I used the above kurtosis function in the following test. n <- 500 p <- 10 X <- matrix(rnorm(n p), n, p) W <- rbinom(n, 1, 0.5) Y <- pmax(X[, 1], 0) W + X[, 2] + pmin(X[, 3], 0) + rnorm(n) variance.ratio.test(Y, W)

If I remove the -3 in kurtosis, then the test will be okay. To my understanding, I think either implementation of kurtosis should be enable to use here. You may also find another problem. In the example, I incorporated heterogeneity into the data, but the test cannot detect it.

Hope you can help me with this issue! Thanks!

bfifield commented 3 years ago

Hi @kai0511, thanks for the follow-up. However, I think I'm still a bit confused about the issue you're seeing.

First, in the above example, which version of variance.ratio.test() are you using? Is this the version in the hettx package, or did you write your own version that uses the definition of kurtosis you provided above (which, again, I believe is excess kurtosis rather than the standard kurtosis measure)?

When I run the above example, using the variance.ratio.test() in hettx, I get the following:

> library(hettx)
> set.seed(20200907)
> n <- 500
> p <- 10
> X <- matrix(rnorm(n * p), n, p)
> W <- rbinom(n, 1, 0.5)
> Y <- pmax(X[, 1], 0) * W + X[, 2] + pmin(X[, 3], 0) + rnorm(n)
> variance.ratio.test(Y, W)
      pvalue     var1     var0    ratio log.ratio   asy.se        z
1 0.09802064 2.616641 2.228032 1.174418 0.1607724 0.124349 1.292913

Are you getting something different? Also, could you please provide replication code that includes (1) a set.seed for replicability and (2) the output that shows the exact error you're seeing?

kai0511 commented 3 years ago

@bfifield I do not use the kurtosis from the package moments. I use kurtosis with excess, which was coded by myself. To my understanding, I think either moment or excess version of kurtosis should work well. It's not the case here.

bfifield commented 3 years ago

Hi @kai0511 - OK, that's helpful. So the variance.ratio.test works as coded for you (with the standard kurtosis measure), but when you use a hand-coded version of variance.ratio.test that uses an excess kurtosis measure instead, you get NAs. Is that correct?
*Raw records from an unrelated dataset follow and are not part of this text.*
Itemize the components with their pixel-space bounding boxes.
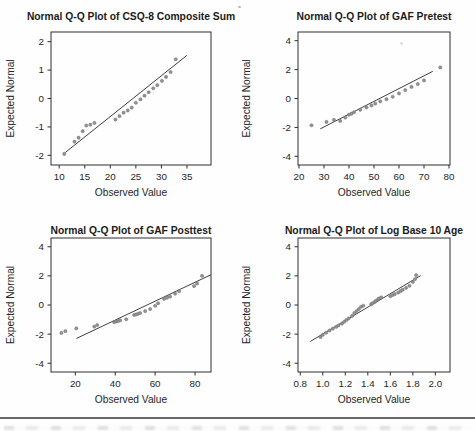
data-point	[328, 329, 331, 332]
y-axis-label: Expected Normal	[5, 59, 16, 137]
page: Normal Q-Q Plot of CSQ-8 Composite Sum10…	[0, 0, 475, 431]
plot-title: Normal Q-Q Plot of CSQ-8 Composite Sum	[27, 11, 235, 22]
x-tick-label: 70	[419, 171, 430, 182]
data-point	[152, 87, 155, 90]
data-point	[147, 91, 150, 94]
plot-title: Normal Q-Q Plot of GAF Posttest	[51, 225, 212, 236]
data-point	[169, 295, 172, 298]
x-tick-label: 35	[182, 171, 193, 182]
data-point	[410, 85, 413, 88]
qq-plot-log-base-10-age: Normal Q-Q Plot of Log Base 10 Age0.81.0…	[238, 215, 475, 431]
data-point	[370, 104, 373, 107]
data-point	[331, 327, 334, 330]
fit-line	[320, 71, 433, 129]
data-point	[73, 140, 76, 143]
y-tick-label: 2	[39, 270, 44, 281]
data-point	[192, 284, 195, 287]
y-tick-label: 2	[286, 64, 291, 75]
y-axis-label: Expected Normal	[241, 59, 252, 137]
data-point	[143, 94, 146, 97]
x-tick-label: 30	[156, 171, 167, 182]
data-point	[156, 84, 159, 87]
y-tick-label: 0	[286, 299, 292, 310]
data-point	[157, 302, 160, 305]
y-tick-label: 0	[39, 299, 45, 310]
x-tick-label: 50	[369, 171, 380, 182]
x-tick-label: 1.8	[406, 378, 420, 389]
fit-line	[65, 55, 187, 152]
x-tick-label: 40	[110, 378, 121, 389]
y-tick-label: -1	[35, 121, 44, 132]
x-tick-label: 2.0	[429, 378, 443, 389]
y-tick-label: 2	[286, 270, 291, 281]
plot-title: Normal Q-Q Plot of GAF Pretest	[296, 11, 452, 22]
qq-plot-gaf-posttest: Normal Q-Q Plot of GAF Posttest20406080-…	[0, 215, 237, 431]
data-point	[81, 130, 84, 133]
data-point	[139, 98, 142, 101]
x-tick-label: 0.8	[293, 378, 307, 389]
scan-speck	[238, 6, 241, 8]
data-point	[310, 124, 313, 127]
data-point	[325, 331, 328, 334]
x-tick-label: 25	[130, 171, 141, 182]
plot-frame	[51, 238, 211, 372]
data-point	[408, 284, 411, 287]
plot-frame	[298, 32, 450, 165]
y-tick-label: -2	[35, 329, 44, 340]
data-point	[393, 292, 396, 295]
data-point	[344, 116, 347, 119]
plot-title: Normal Q-Q Plot of Log Base 10 Age	[285, 225, 463, 236]
data-point	[174, 58, 177, 61]
data-point	[404, 286, 407, 289]
data-point	[332, 118, 335, 121]
data-point	[177, 290, 180, 293]
data-point	[93, 121, 96, 124]
data-point	[60, 331, 63, 334]
y-tick-label: -2	[35, 150, 44, 161]
y-tick-label: 0	[39, 93, 45, 104]
data-point	[149, 307, 152, 310]
data-point	[404, 89, 407, 92]
x-tick-label: 1.0	[316, 378, 330, 389]
x-tick-label: 30	[319, 171, 330, 182]
data-point	[166, 296, 169, 299]
data-point	[139, 311, 142, 314]
data-point	[160, 79, 163, 82]
y-tick-label: 4	[39, 241, 45, 252]
x-axis-label: Observed Value	[338, 394, 411, 405]
x-tick-label: 60	[150, 378, 161, 389]
y-tick-label: -2	[282, 122, 291, 133]
x-tick-label: 20	[294, 171, 305, 182]
data-point	[118, 115, 121, 118]
plot-frame	[298, 238, 450, 372]
data-point	[359, 108, 362, 111]
data-point	[154, 304, 157, 307]
data-point	[144, 310, 147, 313]
y-tick-label: 2	[39, 36, 44, 47]
data-point	[173, 292, 176, 295]
data-point	[415, 274, 418, 277]
data-point	[380, 296, 383, 299]
y-tick-label: -4	[282, 151, 291, 162]
x-axis-label: Observed Value	[338, 187, 411, 198]
y-tick-label: -4	[35, 358, 44, 369]
data-point	[64, 330, 67, 333]
page-footer-rule	[0, 417, 475, 419]
data-point	[413, 277, 416, 280]
data-point	[365, 106, 368, 109]
data-point	[93, 325, 96, 328]
data-point	[397, 92, 400, 95]
data-point	[339, 119, 342, 122]
data-point	[337, 324, 340, 327]
data-point	[325, 120, 328, 123]
data-point	[422, 79, 425, 82]
x-axis-label: Observed Value	[95, 394, 168, 405]
data-point	[169, 70, 172, 73]
data-point	[122, 111, 125, 114]
data-point	[385, 98, 388, 101]
data-point	[114, 118, 117, 121]
data-point	[347, 317, 350, 320]
data-point	[411, 280, 414, 283]
y-tick-label: 4	[286, 35, 292, 46]
data-point	[350, 314, 353, 317]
I coded up what I believe is the problem you're seeing, can you confirm that this is an accurate representation of the function you built and the problem you're seeing?

set.seed(807787)

## Create functions
excess.kurtosis <- function(x){
    m <- mean(x)
    v <- var(x)
    return((sum((x - m)^4) / length(x)) / v^2 - 3)
}

variance.ratio.test.cond <- function(Yobs, Z, data= NULL){
    if (!is.null( data ) ) {
        Yobs = eval( substitute( Yobs ), data )
        Z = eval( substitute( Z ), data )
    }
    Y1 = Yobs[Z==1]
    Y0 = Yobs[Z==0]

    N1 = length(Y1)
    N0 = length(Y0)

    log.varR = log(var(Y1)/var(Y0))

    asy.se   = sqrt(  (excess.kurtosis(Y1) - 1)/N1 + (excess.kurtosis(Y0) - 1)/N0   )
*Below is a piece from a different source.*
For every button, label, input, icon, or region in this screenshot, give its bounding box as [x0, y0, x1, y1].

    pvalue   = as.numeric((1 - pnorm(abs(log.varR), 0, asy.se)))

    res = data.frame( pvalue = pvalue, var1 = var( Y1 ), var0 = var( Y0 ))
    res$ratio = res$var1 / res$var0
    res$log.ratio = log( res$ratio )
    res$asy.se = asy.se
    res$z = res$log.ratio / res$asy.se
    return( res )
}

## Test
n <- 500
p <- 10
X <- matrix(rnorm(n * p), n, p)
W <- rbinom(n, 1, 0.5)
Y <- pmax(X[, 1], 0) * W + X[, 2] + pmin(X[, 3], 0) + rnorm(n)
variance.ratio.test.cond(Y, W)

If this is the case, I'll follow up with Luke and Peng about whether excess kurtosis can be used in the function. However, it would be helpful to know (a) why you want to use excess kurtosis instead of standard kurtosis - is there a use case you have in mind where it would be useful? and (b) why you think it should also work here.